As an example of the overall process I will use my intended voting pattern... As usual, I will be voting under the line. I usually give HEMP my first preferences, but this year it is so important that I will be voting HUTTON, Drew (GREENS) [1] and probably CHERRY, John Clifford (DEMOCRATS) [2] (despite my unease with the Dems and Family Farce getting along so well in the playground). Back to the "lesser" Greens and Dems for 3, 4 & 5...

This election is so important, in terms of avoiding another 3 years of smug misrule by the Johnny Howard and The New Right (Watch for their next album on Jackboot Records :-), that I will probably do something I almost never do, and give Labour my next 3 preferences and in "correct" rather than reverse order...

The nice people from the Socialist Alliance and HEMP will get preferences ahead of the Slowalition and their stooges. A straggle of loony fringe groups such as the Channel 7/"Oh, think of the children" nutter, Hetty Johnston (too easily exploited by the likes of Family Farce IMHO). Then down to Dear Pauline in the wooden-spoon position...
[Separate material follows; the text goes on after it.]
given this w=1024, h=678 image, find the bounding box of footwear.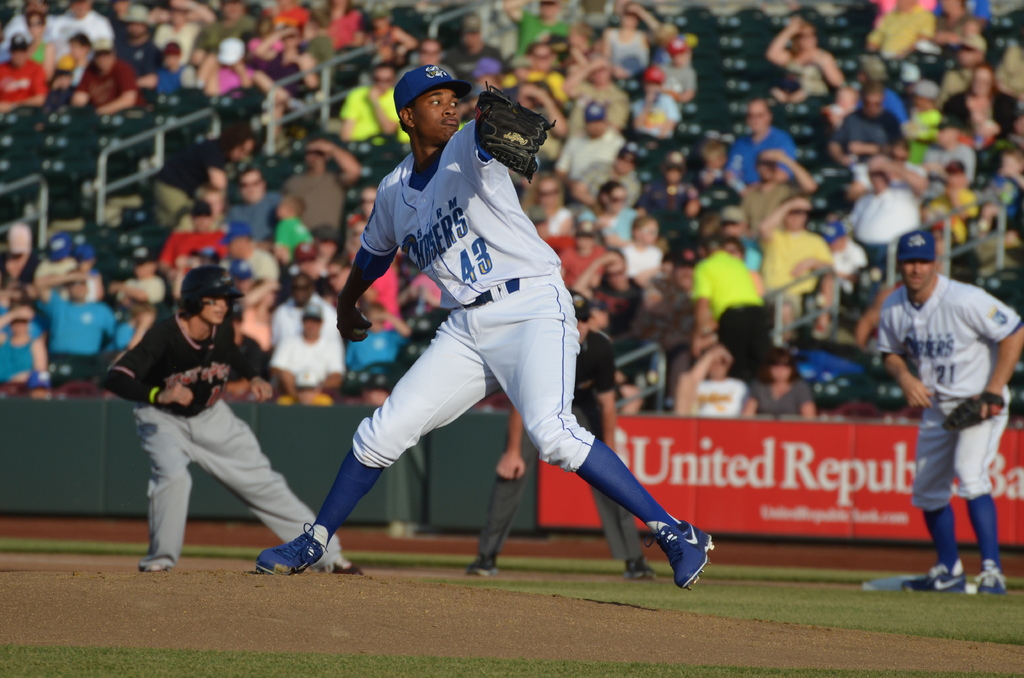
[x1=138, y1=558, x2=165, y2=572].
(BTW, which group are crazier, CEC or The Great Australians? So hard to tell without a few days of careful observation of their behaviour in the rubber room...)

Now, why not just vote HEMP and Socialist Alliance as per usual? The
reason is that preferences are not passed on as whole votes, but discounted (if a candidate gets up) and thus the higher the reference assigned, the larger the fractional vote that gets passed from hand to hand. Likewise the lower the preference, the small the fractional vote that gets passed on.